Stored items:
★ ★ ★ ★ ★

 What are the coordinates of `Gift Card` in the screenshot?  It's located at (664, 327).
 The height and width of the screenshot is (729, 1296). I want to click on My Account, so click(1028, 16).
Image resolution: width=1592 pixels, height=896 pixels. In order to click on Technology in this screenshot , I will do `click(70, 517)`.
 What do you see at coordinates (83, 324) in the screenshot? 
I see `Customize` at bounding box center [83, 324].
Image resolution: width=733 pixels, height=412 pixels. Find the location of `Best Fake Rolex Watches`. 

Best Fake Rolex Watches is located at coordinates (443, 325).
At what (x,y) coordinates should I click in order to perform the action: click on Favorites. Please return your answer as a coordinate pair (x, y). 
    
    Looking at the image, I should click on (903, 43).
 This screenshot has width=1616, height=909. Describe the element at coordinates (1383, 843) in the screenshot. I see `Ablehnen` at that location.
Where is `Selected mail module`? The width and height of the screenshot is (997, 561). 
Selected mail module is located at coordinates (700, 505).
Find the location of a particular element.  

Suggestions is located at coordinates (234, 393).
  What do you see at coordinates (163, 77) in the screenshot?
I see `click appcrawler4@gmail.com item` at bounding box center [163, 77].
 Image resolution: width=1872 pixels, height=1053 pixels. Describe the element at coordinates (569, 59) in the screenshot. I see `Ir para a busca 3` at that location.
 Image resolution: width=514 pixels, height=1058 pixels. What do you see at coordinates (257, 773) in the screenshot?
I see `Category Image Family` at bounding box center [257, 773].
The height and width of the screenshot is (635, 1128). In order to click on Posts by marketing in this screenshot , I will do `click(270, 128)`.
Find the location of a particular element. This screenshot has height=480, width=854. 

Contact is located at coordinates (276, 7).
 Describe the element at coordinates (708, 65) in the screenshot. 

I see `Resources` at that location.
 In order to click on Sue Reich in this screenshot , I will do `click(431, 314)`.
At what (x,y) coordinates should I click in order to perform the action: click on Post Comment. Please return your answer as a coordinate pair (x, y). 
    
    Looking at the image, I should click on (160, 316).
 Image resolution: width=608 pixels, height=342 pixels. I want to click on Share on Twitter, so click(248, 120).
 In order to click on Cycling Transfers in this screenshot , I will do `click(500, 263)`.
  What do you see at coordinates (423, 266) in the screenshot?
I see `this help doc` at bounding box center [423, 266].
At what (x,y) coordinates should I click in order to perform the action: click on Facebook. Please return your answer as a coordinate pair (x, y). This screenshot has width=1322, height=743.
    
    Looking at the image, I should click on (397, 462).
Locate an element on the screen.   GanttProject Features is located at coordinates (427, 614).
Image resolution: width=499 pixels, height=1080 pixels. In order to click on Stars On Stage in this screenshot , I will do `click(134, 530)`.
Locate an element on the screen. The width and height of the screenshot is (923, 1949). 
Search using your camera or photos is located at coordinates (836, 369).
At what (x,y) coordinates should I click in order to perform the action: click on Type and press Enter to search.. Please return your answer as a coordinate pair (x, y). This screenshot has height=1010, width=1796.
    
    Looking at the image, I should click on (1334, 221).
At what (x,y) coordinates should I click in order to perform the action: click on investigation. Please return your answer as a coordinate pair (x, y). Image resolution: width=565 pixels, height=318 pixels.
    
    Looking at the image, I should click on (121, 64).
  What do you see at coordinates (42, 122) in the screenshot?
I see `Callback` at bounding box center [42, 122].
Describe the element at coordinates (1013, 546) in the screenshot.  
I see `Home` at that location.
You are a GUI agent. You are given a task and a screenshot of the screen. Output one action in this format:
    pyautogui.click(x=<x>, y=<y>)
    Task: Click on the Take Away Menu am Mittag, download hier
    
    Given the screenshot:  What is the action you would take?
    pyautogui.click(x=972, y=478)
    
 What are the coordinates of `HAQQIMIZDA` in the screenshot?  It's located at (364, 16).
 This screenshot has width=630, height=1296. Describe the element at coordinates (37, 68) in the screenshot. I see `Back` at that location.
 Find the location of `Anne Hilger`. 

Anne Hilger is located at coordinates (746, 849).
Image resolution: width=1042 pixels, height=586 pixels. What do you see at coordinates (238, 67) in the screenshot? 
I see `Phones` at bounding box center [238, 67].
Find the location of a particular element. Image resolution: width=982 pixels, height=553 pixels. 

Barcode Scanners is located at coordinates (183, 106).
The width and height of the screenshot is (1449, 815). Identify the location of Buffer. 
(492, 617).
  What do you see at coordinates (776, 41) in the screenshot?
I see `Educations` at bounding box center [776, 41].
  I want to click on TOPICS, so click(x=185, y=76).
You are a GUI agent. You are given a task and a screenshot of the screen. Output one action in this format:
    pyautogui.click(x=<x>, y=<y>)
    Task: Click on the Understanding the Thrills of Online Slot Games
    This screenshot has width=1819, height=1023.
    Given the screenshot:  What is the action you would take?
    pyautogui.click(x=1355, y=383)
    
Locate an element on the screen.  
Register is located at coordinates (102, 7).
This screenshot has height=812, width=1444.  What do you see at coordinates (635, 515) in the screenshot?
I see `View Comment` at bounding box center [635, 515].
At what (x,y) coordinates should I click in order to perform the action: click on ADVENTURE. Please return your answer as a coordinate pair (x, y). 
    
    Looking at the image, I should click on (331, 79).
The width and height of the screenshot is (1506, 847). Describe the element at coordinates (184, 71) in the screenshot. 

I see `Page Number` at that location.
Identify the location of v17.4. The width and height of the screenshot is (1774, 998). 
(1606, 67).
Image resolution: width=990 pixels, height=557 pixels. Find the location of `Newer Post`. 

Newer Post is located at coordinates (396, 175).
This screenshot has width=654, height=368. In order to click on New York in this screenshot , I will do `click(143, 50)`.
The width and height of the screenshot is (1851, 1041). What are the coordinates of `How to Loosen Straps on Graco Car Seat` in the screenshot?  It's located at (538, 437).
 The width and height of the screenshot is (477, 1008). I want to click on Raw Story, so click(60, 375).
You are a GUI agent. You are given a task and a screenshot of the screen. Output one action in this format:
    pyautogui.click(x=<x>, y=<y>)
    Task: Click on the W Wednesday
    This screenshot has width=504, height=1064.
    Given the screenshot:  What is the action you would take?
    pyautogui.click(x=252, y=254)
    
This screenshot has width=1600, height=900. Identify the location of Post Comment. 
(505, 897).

★ ★ ★ ★ ★

An exact copy of all the records above is the required answer.

• Exercise result:
 What are the coordinates of `Gift Card` in the screenshot?  It's located at (664, 327).
 The height and width of the screenshot is (729, 1296). I want to click on My Account, so click(1028, 16).
Image resolution: width=1592 pixels, height=896 pixels. In order to click on Technology in this screenshot , I will do `click(70, 517)`.
 What do you see at coordinates (83, 324) in the screenshot? 
I see `Customize` at bounding box center [83, 324].
Image resolution: width=733 pixels, height=412 pixels. Find the location of `Best Fake Rolex Watches`. 

Best Fake Rolex Watches is located at coordinates (443, 325).
At what (x,y) coordinates should I click in order to perform the action: click on Favorites. Please return your answer as a coordinate pair (x, y). 
    
    Looking at the image, I should click on (903, 43).
 This screenshot has width=1616, height=909. Describe the element at coordinates (1383, 843) in the screenshot. I see `Ablehnen` at that location.
Where is `Selected mail module`? The width and height of the screenshot is (997, 561). 
Selected mail module is located at coordinates (700, 505).
Find the location of a particular element.  

Suggestions is located at coordinates (234, 393).
  What do you see at coordinates (163, 77) in the screenshot?
I see `click appcrawler4@gmail.com item` at bounding box center [163, 77].
 Image resolution: width=1872 pixels, height=1053 pixels. Describe the element at coordinates (569, 59) in the screenshot. I see `Ir para a busca 3` at that location.
 Image resolution: width=514 pixels, height=1058 pixels. What do you see at coordinates (257, 773) in the screenshot?
I see `Category Image Family` at bounding box center [257, 773].
The height and width of the screenshot is (635, 1128). In order to click on Posts by marketing in this screenshot , I will do `click(270, 128)`.
Find the location of a particular element. This screenshot has height=480, width=854. 

Contact is located at coordinates (276, 7).
 Describe the element at coordinates (708, 65) in the screenshot. 

I see `Resources` at that location.
 In order to click on Sue Reich in this screenshot , I will do `click(431, 314)`.
At what (x,y) coordinates should I click in order to perform the action: click on Post Comment. Please return your answer as a coordinate pair (x, y). 
    
    Looking at the image, I should click on (160, 316).
 Image resolution: width=608 pixels, height=342 pixels. I want to click on Share on Twitter, so click(248, 120).
 In order to click on Cycling Transfers in this screenshot , I will do `click(500, 263)`.
  What do you see at coordinates (423, 266) in the screenshot?
I see `this help doc` at bounding box center [423, 266].
At what (x,y) coordinates should I click in order to perform the action: click on Facebook. Please return your answer as a coordinate pair (x, y). This screenshot has width=1322, height=743.
    
    Looking at the image, I should click on (397, 462).
Locate an element on the screen.   GanttProject Features is located at coordinates (427, 614).
Image resolution: width=499 pixels, height=1080 pixels. In order to click on Stars On Stage in this screenshot , I will do `click(134, 530)`.
Locate an element on the screen. The width and height of the screenshot is (923, 1949). 
Search using your camera or photos is located at coordinates (836, 369).
At what (x,y) coordinates should I click in order to perform the action: click on Type and press Enter to search.. Please return your answer as a coordinate pair (x, y). This screenshot has height=1010, width=1796.
    
    Looking at the image, I should click on (1334, 221).
At what (x,y) coordinates should I click in order to perform the action: click on investigation. Please return your answer as a coordinate pair (x, y). Image resolution: width=565 pixels, height=318 pixels.
    
    Looking at the image, I should click on (121, 64).
  What do you see at coordinates (42, 122) in the screenshot?
I see `Callback` at bounding box center [42, 122].
Describe the element at coordinates (1013, 546) in the screenshot.  
I see `Home` at that location.
You are a GUI agent. You are given a task and a screenshot of the screen. Output one action in this format:
    pyautogui.click(x=<x>, y=<y>)
    Task: Click on the Take Away Menu am Mittag, download hier
    
    Given the screenshot:  What is the action you would take?
    pyautogui.click(x=972, y=478)
    
 What are the coordinates of `HAQQIMIZDA` in the screenshot?  It's located at (364, 16).
 This screenshot has width=630, height=1296. Describe the element at coordinates (37, 68) in the screenshot. I see `Back` at that location.
 Find the location of `Anne Hilger`. 

Anne Hilger is located at coordinates (746, 849).
Image resolution: width=1042 pixels, height=586 pixels. What do you see at coordinates (238, 67) in the screenshot? 
I see `Phones` at bounding box center [238, 67].
Find the location of a particular element. Image resolution: width=982 pixels, height=553 pixels. 

Barcode Scanners is located at coordinates (183, 106).
The width and height of the screenshot is (1449, 815). Identify the location of Buffer. 
(492, 617).
  What do you see at coordinates (776, 41) in the screenshot?
I see `Educations` at bounding box center [776, 41].
  I want to click on TOPICS, so click(x=185, y=76).
You are a GUI agent. You are given a task and a screenshot of the screen. Output one action in this format:
    pyautogui.click(x=<x>, y=<y>)
    Task: Click on the Understanding the Thrills of Online Slot Games
    This screenshot has width=1819, height=1023.
    Given the screenshot:  What is the action you would take?
    pyautogui.click(x=1355, y=383)
    
Locate an element on the screen.  
Register is located at coordinates (102, 7).
This screenshot has height=812, width=1444.  What do you see at coordinates (635, 515) in the screenshot?
I see `View Comment` at bounding box center [635, 515].
At what (x,y) coordinates should I click in order to perform the action: click on ADVENTURE. Please return your answer as a coordinate pair (x, y). 
    
    Looking at the image, I should click on (331, 79).
The width and height of the screenshot is (1506, 847). Describe the element at coordinates (184, 71) in the screenshot. 

I see `Page Number` at that location.
Identify the location of v17.4. The width and height of the screenshot is (1774, 998). 
(1606, 67).
Image resolution: width=990 pixels, height=557 pixels. Find the location of `Newer Post`. 

Newer Post is located at coordinates (396, 175).
This screenshot has width=654, height=368. In order to click on New York in this screenshot , I will do `click(143, 50)`.
The width and height of the screenshot is (1851, 1041). What are the coordinates of `How to Loosen Straps on Graco Car Seat` in the screenshot?  It's located at (538, 437).
 The width and height of the screenshot is (477, 1008). I want to click on Raw Story, so click(60, 375).
You are a GUI agent. You are given a task and a screenshot of the screen. Output one action in this format:
    pyautogui.click(x=<x>, y=<y>)
    Task: Click on the W Wednesday
    This screenshot has width=504, height=1064.
    Given the screenshot:  What is the action you would take?
    pyautogui.click(x=252, y=254)
    
This screenshot has width=1600, height=900. Identify the location of Post Comment. 
(505, 897).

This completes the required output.